Toward the end of last year I decided to make a small antenna satellite tracking system that was based on the Raspberry Pi. It was to be entirely self-contained — no other computer devices required. Seven months later, I’ve finally gotten around to starting the project.
One of the most important components of the system is the GPS receiver, which is used to establish the antenna system lat/lon/altitude as well as the time and date (UTC). I’m happy to report that I have the Adafruit Ultimate GPS Breakout receiver up and running using the standard python GPS Daemon (gpsd).
The only trick was to modify the standard Rasberrian Wheezy distribution so that it no longer uses ttyAMA0 (the RPi’s RXD/TXD Serial Port) for the default Debug Terminal, which frees up those lines for use with the GPS. This is a two step process.
First, the /boot/cmdline.txt file has to be edited to remove the reference to “console=ttyAMA0,115200”. from the line that begins “dwc_otg.lpm_enable=0 console=ttyAMA0,115200 …”
Second, the /etc/inittab file has to be edited to comment out the final line (in my case) which spawns the getty process using ttyAMA0. Simply add a “#” in front of the line that begins “T0:23:respawn:/sbin/getty -L ttyAMA0 …”
After rebooting, to put the above two changes in place, add a gpsd process that uses the ttyAMA0 port to interface to the GPS: “sudo gpsd /dev/ttyAMA0 -F /var/run/gpsd.sock”

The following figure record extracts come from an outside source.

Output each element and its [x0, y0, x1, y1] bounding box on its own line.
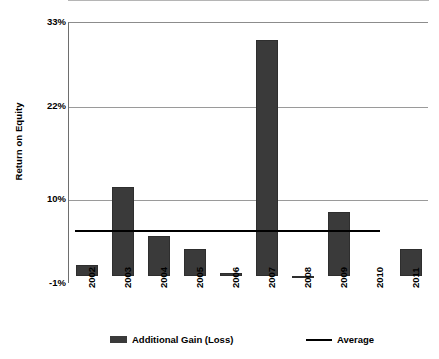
x-tick-label: 2006: [230, 267, 241, 288]
y-tick-label: 33%: [36, 17, 66, 27]
x-tick-label: 2010: [374, 267, 385, 288]
y-axis-ticks: -1%10%22%33%: [32, 0, 66, 359]
x-tick-label: 2009: [338, 267, 349, 288]
x-tick-2005: 2005: [176, 286, 212, 328]
legend-item-2: Average: [306, 334, 374, 345]
y-axis-title-label: Return on Equity: [13, 102, 24, 180]
average-line: [75, 230, 379, 232]
y-tick-label: 10%: [36, 194, 66, 204]
legend-label: Average: [337, 334, 374, 345]
x-tick-2003: 2003: [104, 286, 140, 328]
x-tick-2010: 2010: [356, 286, 392, 328]
x-tick-label: 2002: [86, 267, 97, 288]
legend-bar-swatch-icon: [110, 336, 127, 343]
x-tick-2008: 2008: [284, 286, 320, 328]
y-axis-title: Return on Equity: [0, 0, 36, 283]
x-tick-2009: 2009: [320, 286, 356, 328]
bar-2007: [256, 40, 278, 276]
x-tick-2007: 2007: [248, 286, 284, 328]
x-tick-2011: 2011: [392, 286, 428, 328]
chart-legend: Additional Gain (Loss)Average: [68, 334, 428, 354]
x-tick-2004: 2004: [140, 286, 176, 328]
chart-figure: Return on Equity -1%10%22%33% 2002200320…: [0, 0, 439, 359]
legend-label: Additional Gain (Loss): [132, 334, 233, 345]
legend-line-swatch-icon: [306, 339, 332, 341]
x-tick-label: 2011: [410, 267, 421, 288]
x-tick-label: 2008: [302, 267, 313, 288]
x-tick-2002: 2002: [68, 286, 104, 328]
x-tick-label: 2005: [194, 267, 205, 288]
bar-series: [69, 23, 428, 283]
x-tick-label: 2003: [122, 267, 133, 288]
x-axis-ticks: 2002200320042005200620072008200920102011: [68, 286, 428, 330]
x-axis-line-shadow: [68, 0, 429, 1]
y-tick-label: -1%: [36, 278, 66, 288]
x-tick-label: 2004: [158, 267, 169, 288]
y-tick-label: 22%: [36, 101, 66, 111]
x-tick-2006: 2006: [212, 286, 248, 328]
legend-item-1: Additional Gain (Loss): [110, 334, 233, 345]
plot-area: [68, 22, 428, 283]
x-tick-label: 2007: [266, 267, 277, 288]
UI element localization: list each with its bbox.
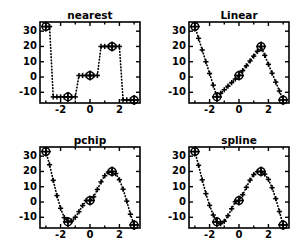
panel-linear-ytick-label: -10 [168,86,186,97]
panel-linear-title: Linear [220,9,258,21]
panel-nearest-ytick-label: 30 [23,25,37,36]
panel-pchip-x-axis: -202 [46,147,134,240]
panel-pchip: pchip-202-100102030 [12,133,150,246]
interpolation-comparison-figure: nearest-202-100102030Linear-202-10010203… [0,0,300,250]
panel-linear-xtick-label: 2 [265,104,272,115]
panel-nearest-ytick-label: 10 [23,56,37,67]
panel-pchip-ytick-label: 10 [23,181,37,192]
panel-linear-knot-markers [190,22,288,105]
panel-nearest-ytick-label: -10 [19,86,37,97]
panel-linear-ytick-label: 10 [172,56,186,67]
panel-nearest-x-axis: -202 [46,22,134,115]
panel-nearest-knot-markers [41,22,139,105]
panel-linear-ytick-label: 0 [179,71,186,82]
panel-pchip-interp-curve [46,152,134,225]
panel-nearest-plot: nearest-202-100102030 [12,8,150,121]
panel-spline-ytick-label: 20 [172,165,186,176]
panel-spline-ytick-label: -10 [168,211,186,222]
panel-pchip-xtick-label: -2 [55,229,66,240]
panel-spline-xtick-label: -2 [204,229,215,240]
panel-spline-plot: spline-202-100102030 [161,133,299,246]
panel-linear-axes-frame [189,22,289,103]
panel-pchip-interp-markers [43,149,136,228]
panel-nearest-title: nearest [67,9,112,21]
panel-pchip-ytick-label: -10 [19,211,37,222]
panel-pchip-plot: pchip-202-100102030 [12,133,150,246]
panel-linear-ytick-label: 20 [172,40,186,51]
panel-nearest-xtick-label: 0 [87,104,94,115]
panel-spline-title: spline [221,134,257,146]
panel-linear-interp-markers [192,24,285,103]
panel-linear-interp-curve [195,27,283,100]
panel-spline-ytick-label: 30 [172,150,186,161]
panel-nearest-xtick-label: 2 [116,104,123,115]
panel-nearest-axes-frame [40,22,140,103]
panel-nearest-ytick-label: 20 [23,40,37,51]
panel-linear-xtick-label: 0 [236,104,243,115]
panel-nearest-interp-curve [46,27,134,100]
panel-spline-xtick-label: 0 [236,229,243,240]
panel-spline-ytick-label: 10 [172,181,186,192]
panel-nearest-interp-markers [43,24,136,103]
panel-nearest-ytick-label: 0 [30,71,37,82]
panel-pchip-ytick-label: 20 [23,165,37,176]
panel-pchip-title: pchip [74,134,107,146]
panel-linear: Linear-202-100102030 [161,8,299,121]
panel-spline-ytick-label: 0 [179,196,186,207]
panel-pchip-xtick-label: 0 [87,229,94,240]
panel-pchip-ytick-label: 0 [30,196,37,207]
panel-spline: spline-202-100102030 [161,133,299,246]
panel-linear-ytick-label: 30 [172,25,186,36]
panel-spline-xtick-label: 2 [265,229,272,240]
panel-pchip-xtick-label: 2 [116,229,123,240]
panel-spline-interp-markers [192,149,285,228]
panel-nearest-xtick-label: -2 [55,104,66,115]
panel-linear-plot: Linear-202-100102030 [161,8,299,121]
panel-pchip-ytick-label: 30 [23,150,37,161]
panel-linear-xtick-label: -2 [204,104,215,115]
panel-nearest: nearest-202-100102030 [12,8,150,121]
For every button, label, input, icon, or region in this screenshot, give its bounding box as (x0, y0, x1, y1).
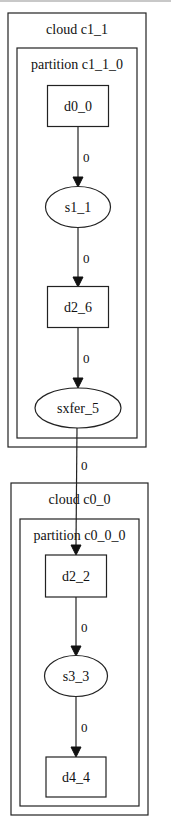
node-d2-6[interactable]: d2_6 (48, 287, 109, 328)
cluster-label: partition c0_0_0 (33, 528, 125, 543)
edge-s1-1-to-d2-6: 0 (73, 228, 90, 287)
edge-d2-2-to-s3-3: 0 (71, 597, 88, 656)
node-label: d0_0 (64, 99, 92, 114)
graph-canvas: cloud c1_1partition c1_1_0cloud c0_0part… (0, 0, 171, 823)
node-label: s1_1 (65, 200, 91, 215)
arrowhead-icon (73, 277, 83, 287)
edge-label: 0 (81, 458, 88, 473)
node-label: d4_4 (62, 770, 90, 785)
node-label: d2_6 (64, 300, 92, 315)
cluster-label: partition c1_1_0 (31, 57, 123, 72)
node-sxfer-5[interactable]: sxfer_5 (35, 388, 121, 428)
node-s3-3[interactable]: s3_3 (45, 656, 108, 697)
edge-d2-6-to-sxfer-5: 0 (73, 328, 90, 388)
arrowhead-icon (71, 545, 81, 555)
arrowhead-icon (73, 378, 83, 388)
arrowhead-icon (71, 747, 81, 757)
edge-label: 0 (83, 150, 90, 165)
edge-label: 0 (83, 351, 90, 366)
node-label: d2_2 (62, 569, 90, 584)
edge-label: 0 (81, 620, 88, 635)
node-label: s3_3 (63, 669, 89, 684)
edge-label: 0 (81, 720, 88, 735)
arrowhead-icon (71, 646, 81, 656)
edge-s3-3-to-d4-4: 0 (71, 697, 88, 757)
node-label: sxfer_5 (57, 401, 99, 416)
edge-label: 0 (83, 251, 90, 266)
node-d2-2[interactable]: d2_2 (46, 555, 107, 597)
edge-d0-0-to-s1-1: 0 (73, 127, 90, 187)
node-s1-1[interactable]: s1_1 (46, 187, 111, 228)
cluster-label: cloud c0_0 (49, 492, 111, 507)
node-d4-4[interactable]: d4_4 (46, 757, 106, 797)
arrowhead-icon (73, 177, 83, 187)
nodes-layer: d0_0s1_1d2_6sxfer_5d2_2s3_3d4_4 (35, 86, 121, 798)
cluster-label: cloud c1_1 (46, 22, 108, 37)
node-d0-0[interactable]: d0_0 (48, 86, 109, 127)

Finally “cgps -s” can be used to check things out. Do keep in mind that the receiver can take about a minute to lock onto satellites (you will see the red “FIX” LED blinking once every other second prior to the fix, then slow down to once every 15 seconds or so once a fix has been acquired).
Here’s the RPi Generation 2 hookup. Power the board with +5 and ground, then run RPi TXD to the GPS RX, and RPi RXD to the GPS TX. Note, the GPS has a built-in 5V to 3.3 converter, so all the I/O is RPi friendly 3.3 volts.
Did this project get completed? I am interested in building this so I am following.